For a Preview of What the N.C.A.A. Hopes to Pull Off, Look to Las Vegas - 3 minutes read




Since then, the five conferences have met almost every Friday for 60 to 90 minutes to plan for what feels like a new event. “We’re all rewriting our handbooks,” said John Sullivan, the assistant commissioner from the Mountain West.
The questions have seemed endless.
How many spectators are allowed at each venue by local health officials? When will coronavirus tests be administered? (The winner of the San Jose State and Wyoming game on Wednesday night must return to the arena at 5:45 a.m. local time Thursday for tests before that day’s noon quarterfinal, The San Diego Union-Tribune reported.) How many press members and N.B.A. scouts will attend and where will they sit? How will teams get to the arena? (The Pac-12 women, Big West and WAC teams will walk out of hotels and through parking lots to auxiliary arena entrances to avoid walking through casinos where they are staying.)
Where do conferences find people to mop the floor? (Stanford’s football coach, David Shaw, was conscripted at a Cardinal home game.) Where will teams practice? (The WAC found two courts at an area convention center.) And if a conference winner has to drop out of the N.C.A.A. tournament, who will replace it?
“The first thing an administrator will ask you when you tell him something is ‘what is everybody else doing?’” said Loghry, the WAC official. “At first we were bouncing ideas off each other, but then we’d get into the weeds and pretty soon it was sports information directors, marketing, entire staffs were on it. Somebody would say, ‘what are you doing about X?’ and you’d think, ‘oh, God, I didn’t think about that,’ and it would lead to our next week’s to-do list.”
In one of those spit-balling sessions, somebody asked if the basketballs were cleaned by dunking them in a disinfectant solution. Since a basketball’s composition naturally absorbs moisture — allowing them to become slightly tacky as the game moves along — immersing the balls would have left them waterlogged and unusable.
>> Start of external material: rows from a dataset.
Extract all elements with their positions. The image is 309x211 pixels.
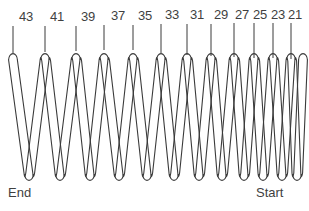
coil-number-21: 21 (288, 8, 302, 21)
coil-number-35: 35 (138, 9, 152, 22)
coil-number-43: 43 (19, 10, 33, 23)
coil-number-41: 41 (50, 10, 64, 23)
coil-number-29: 29 (214, 8, 228, 21)
coil-top-cap (9, 54, 18, 60)
coil-wire-group (9, 54, 308, 181)
spring-illustration (0, 0, 309, 211)
coil-number-23: 23 (271, 8, 285, 21)
leader-lines-group (13, 23, 291, 59)
start-label: Start (256, 186, 283, 199)
coil-top-cap (299, 54, 308, 60)
coil-number-33: 33 (165, 8, 179, 21)
coil-number-25: 25 (253, 8, 267, 21)
coil-number-27: 27 (235, 8, 249, 21)
spring-diagram: 434139373533312927252321 End Start (0, 0, 309, 211)
coil-number-39: 39 (81, 10, 95, 23)
end-label: End (8, 186, 31, 199)
coil-number-31: 31 (190, 8, 204, 21)
coil-number-37: 37 (111, 9, 125, 22)
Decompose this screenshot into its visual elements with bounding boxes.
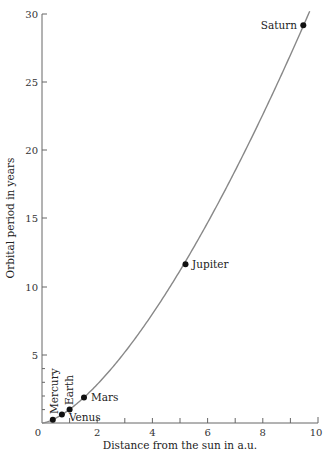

The solution, they learned, was to wipe the balls with a dry towel, then again with a towel dampened by a soapy solution (never alcohol!) and then clean them off with another dry towel.
Who knew?
That could be said of many details from the pandemic playbook that will be put to the test over the next month, when college basketball’s winners and losers won’t just be determined by the scoreboard, but by coronavirus tests.